**WORK REQUEST**:
Only one range belongs in the answer: the line holding "is (362, 743)." through the last line of the records, reproduced as is.

**RAW DATA**:

*-*-*

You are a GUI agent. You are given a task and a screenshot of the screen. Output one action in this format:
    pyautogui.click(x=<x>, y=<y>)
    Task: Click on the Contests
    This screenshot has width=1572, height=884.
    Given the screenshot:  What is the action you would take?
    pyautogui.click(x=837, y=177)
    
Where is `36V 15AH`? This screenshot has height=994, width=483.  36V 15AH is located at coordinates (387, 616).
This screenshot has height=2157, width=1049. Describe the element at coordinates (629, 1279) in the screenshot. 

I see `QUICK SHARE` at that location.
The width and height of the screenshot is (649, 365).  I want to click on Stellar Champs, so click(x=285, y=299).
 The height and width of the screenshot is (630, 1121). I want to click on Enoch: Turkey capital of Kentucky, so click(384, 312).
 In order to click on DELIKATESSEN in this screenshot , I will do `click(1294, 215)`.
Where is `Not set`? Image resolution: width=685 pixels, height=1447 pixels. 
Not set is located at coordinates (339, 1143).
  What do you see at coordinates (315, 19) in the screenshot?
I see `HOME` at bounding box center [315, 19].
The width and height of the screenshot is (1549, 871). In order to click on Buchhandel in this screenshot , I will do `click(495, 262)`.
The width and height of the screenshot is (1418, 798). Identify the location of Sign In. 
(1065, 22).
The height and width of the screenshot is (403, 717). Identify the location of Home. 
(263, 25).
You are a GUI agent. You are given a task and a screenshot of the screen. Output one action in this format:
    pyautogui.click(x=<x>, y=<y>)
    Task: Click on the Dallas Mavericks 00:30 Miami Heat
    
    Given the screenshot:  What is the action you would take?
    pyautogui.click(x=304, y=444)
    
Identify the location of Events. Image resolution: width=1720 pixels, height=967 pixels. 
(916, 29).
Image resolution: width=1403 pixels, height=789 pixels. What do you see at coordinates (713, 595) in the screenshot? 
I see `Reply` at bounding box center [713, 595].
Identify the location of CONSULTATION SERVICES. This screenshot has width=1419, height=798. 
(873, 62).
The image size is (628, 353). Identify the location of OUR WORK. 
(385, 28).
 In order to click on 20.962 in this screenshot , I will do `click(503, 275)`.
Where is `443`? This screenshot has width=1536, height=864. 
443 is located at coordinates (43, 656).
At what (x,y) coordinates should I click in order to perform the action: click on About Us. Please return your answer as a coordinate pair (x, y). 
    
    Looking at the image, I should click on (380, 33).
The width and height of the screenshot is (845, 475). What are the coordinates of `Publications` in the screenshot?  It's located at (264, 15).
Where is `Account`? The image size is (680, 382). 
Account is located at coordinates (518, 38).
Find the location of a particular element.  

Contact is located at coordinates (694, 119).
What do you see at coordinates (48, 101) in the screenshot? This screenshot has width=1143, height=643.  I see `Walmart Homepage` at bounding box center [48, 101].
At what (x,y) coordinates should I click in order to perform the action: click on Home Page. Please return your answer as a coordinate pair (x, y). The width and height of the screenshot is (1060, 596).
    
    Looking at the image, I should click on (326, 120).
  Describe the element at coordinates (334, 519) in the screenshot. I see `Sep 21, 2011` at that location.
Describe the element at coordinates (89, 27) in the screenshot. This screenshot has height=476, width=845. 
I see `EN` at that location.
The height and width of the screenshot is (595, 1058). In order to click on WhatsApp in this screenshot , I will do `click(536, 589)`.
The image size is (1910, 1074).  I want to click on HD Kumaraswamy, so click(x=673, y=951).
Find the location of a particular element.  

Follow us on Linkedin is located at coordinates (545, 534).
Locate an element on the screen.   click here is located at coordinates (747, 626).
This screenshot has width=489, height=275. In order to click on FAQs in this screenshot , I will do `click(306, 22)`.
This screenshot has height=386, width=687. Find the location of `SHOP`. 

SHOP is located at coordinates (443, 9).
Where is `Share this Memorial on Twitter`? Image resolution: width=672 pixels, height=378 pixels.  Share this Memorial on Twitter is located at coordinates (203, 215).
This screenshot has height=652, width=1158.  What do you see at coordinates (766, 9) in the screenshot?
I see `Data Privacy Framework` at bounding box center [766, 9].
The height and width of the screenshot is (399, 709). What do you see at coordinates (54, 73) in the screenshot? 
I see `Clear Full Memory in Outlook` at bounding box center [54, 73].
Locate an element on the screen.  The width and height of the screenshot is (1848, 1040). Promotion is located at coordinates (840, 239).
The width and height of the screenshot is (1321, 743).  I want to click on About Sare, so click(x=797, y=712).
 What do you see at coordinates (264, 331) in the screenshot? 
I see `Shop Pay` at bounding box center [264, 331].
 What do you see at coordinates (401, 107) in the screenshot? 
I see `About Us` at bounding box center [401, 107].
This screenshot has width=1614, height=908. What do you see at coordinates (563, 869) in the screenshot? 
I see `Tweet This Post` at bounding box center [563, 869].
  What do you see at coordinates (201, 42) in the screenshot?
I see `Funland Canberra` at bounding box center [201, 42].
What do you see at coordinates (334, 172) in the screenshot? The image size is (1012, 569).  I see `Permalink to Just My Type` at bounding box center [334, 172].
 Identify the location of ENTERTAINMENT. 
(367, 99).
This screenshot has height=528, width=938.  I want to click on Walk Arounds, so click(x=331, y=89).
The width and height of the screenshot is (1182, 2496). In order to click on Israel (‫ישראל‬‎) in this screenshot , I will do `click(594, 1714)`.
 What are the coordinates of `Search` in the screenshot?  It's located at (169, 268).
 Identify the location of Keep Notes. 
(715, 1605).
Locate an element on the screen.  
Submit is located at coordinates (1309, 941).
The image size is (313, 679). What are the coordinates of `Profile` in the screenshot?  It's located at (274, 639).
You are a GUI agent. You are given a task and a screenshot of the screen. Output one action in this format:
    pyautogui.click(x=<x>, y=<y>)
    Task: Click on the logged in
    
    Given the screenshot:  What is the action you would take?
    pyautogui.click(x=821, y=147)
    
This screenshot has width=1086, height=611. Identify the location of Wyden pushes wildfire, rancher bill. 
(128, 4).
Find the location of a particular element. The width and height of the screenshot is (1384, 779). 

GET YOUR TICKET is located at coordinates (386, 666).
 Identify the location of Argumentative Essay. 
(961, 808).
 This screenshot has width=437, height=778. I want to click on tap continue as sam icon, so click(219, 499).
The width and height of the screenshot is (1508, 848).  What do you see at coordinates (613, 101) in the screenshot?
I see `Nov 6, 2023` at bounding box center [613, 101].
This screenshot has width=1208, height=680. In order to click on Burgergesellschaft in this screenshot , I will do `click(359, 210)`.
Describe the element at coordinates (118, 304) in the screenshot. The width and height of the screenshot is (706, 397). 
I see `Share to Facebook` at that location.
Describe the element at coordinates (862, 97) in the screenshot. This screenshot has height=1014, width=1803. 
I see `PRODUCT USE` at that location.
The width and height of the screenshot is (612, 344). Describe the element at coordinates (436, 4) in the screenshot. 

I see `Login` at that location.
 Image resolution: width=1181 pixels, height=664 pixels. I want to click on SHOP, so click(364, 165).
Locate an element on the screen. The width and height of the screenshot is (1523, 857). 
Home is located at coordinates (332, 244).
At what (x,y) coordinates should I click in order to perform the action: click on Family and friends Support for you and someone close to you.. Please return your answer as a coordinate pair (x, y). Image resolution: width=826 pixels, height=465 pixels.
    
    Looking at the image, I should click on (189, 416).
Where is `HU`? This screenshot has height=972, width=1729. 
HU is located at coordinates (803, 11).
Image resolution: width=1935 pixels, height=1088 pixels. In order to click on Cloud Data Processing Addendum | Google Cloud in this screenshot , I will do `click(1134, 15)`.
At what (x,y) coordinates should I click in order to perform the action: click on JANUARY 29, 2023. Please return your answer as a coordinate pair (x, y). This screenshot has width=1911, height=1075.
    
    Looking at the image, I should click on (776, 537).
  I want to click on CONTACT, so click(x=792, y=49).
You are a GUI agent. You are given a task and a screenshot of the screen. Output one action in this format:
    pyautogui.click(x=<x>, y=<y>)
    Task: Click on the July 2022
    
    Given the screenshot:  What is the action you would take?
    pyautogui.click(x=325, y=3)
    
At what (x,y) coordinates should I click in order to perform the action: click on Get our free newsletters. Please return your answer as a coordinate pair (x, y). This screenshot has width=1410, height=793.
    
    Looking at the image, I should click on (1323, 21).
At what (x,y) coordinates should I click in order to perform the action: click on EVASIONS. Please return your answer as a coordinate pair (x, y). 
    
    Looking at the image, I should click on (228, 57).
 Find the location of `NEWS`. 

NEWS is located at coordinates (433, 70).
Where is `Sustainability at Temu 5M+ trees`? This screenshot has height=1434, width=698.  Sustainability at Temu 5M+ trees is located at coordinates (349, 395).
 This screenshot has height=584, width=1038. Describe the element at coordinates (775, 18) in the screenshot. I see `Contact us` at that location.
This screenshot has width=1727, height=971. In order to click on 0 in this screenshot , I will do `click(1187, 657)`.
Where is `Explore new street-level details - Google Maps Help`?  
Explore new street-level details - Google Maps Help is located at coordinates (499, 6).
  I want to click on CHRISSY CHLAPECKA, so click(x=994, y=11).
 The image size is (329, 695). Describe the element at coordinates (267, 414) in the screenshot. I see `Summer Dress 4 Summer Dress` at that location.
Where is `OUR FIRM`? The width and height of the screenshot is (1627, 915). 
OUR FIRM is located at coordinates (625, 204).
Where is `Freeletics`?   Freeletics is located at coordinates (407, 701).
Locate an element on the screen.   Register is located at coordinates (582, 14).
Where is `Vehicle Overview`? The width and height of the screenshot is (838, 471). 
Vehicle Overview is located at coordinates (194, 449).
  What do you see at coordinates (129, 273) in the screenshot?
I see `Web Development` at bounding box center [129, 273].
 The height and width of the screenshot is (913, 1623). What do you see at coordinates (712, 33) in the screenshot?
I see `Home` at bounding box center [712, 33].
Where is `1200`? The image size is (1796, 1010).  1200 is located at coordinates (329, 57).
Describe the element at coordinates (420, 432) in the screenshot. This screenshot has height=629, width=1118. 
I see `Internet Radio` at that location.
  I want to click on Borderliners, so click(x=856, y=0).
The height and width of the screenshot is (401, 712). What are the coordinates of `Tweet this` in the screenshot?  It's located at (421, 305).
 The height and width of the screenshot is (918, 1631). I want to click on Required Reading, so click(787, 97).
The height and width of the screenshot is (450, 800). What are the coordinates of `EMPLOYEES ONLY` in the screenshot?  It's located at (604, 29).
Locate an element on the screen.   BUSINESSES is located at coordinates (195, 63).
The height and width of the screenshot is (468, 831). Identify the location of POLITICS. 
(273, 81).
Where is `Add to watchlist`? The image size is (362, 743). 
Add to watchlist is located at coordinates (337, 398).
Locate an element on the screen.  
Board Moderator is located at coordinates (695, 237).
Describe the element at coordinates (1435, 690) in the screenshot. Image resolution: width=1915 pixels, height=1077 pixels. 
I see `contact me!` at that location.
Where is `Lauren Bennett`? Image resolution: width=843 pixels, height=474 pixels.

*-*-*

**WRITTEN ANSWER**:
Where is `Add to watchlist`? The image size is (362, 743). 
Add to watchlist is located at coordinates (337, 398).
Locate an element on the screen.  
Board Moderator is located at coordinates (695, 237).
Describe the element at coordinates (1435, 690) in the screenshot. Image resolution: width=1915 pixels, height=1077 pixels. 
I see `contact me!` at that location.
Where is `Lauren Bennett`? Image resolution: width=843 pixels, height=474 pixels.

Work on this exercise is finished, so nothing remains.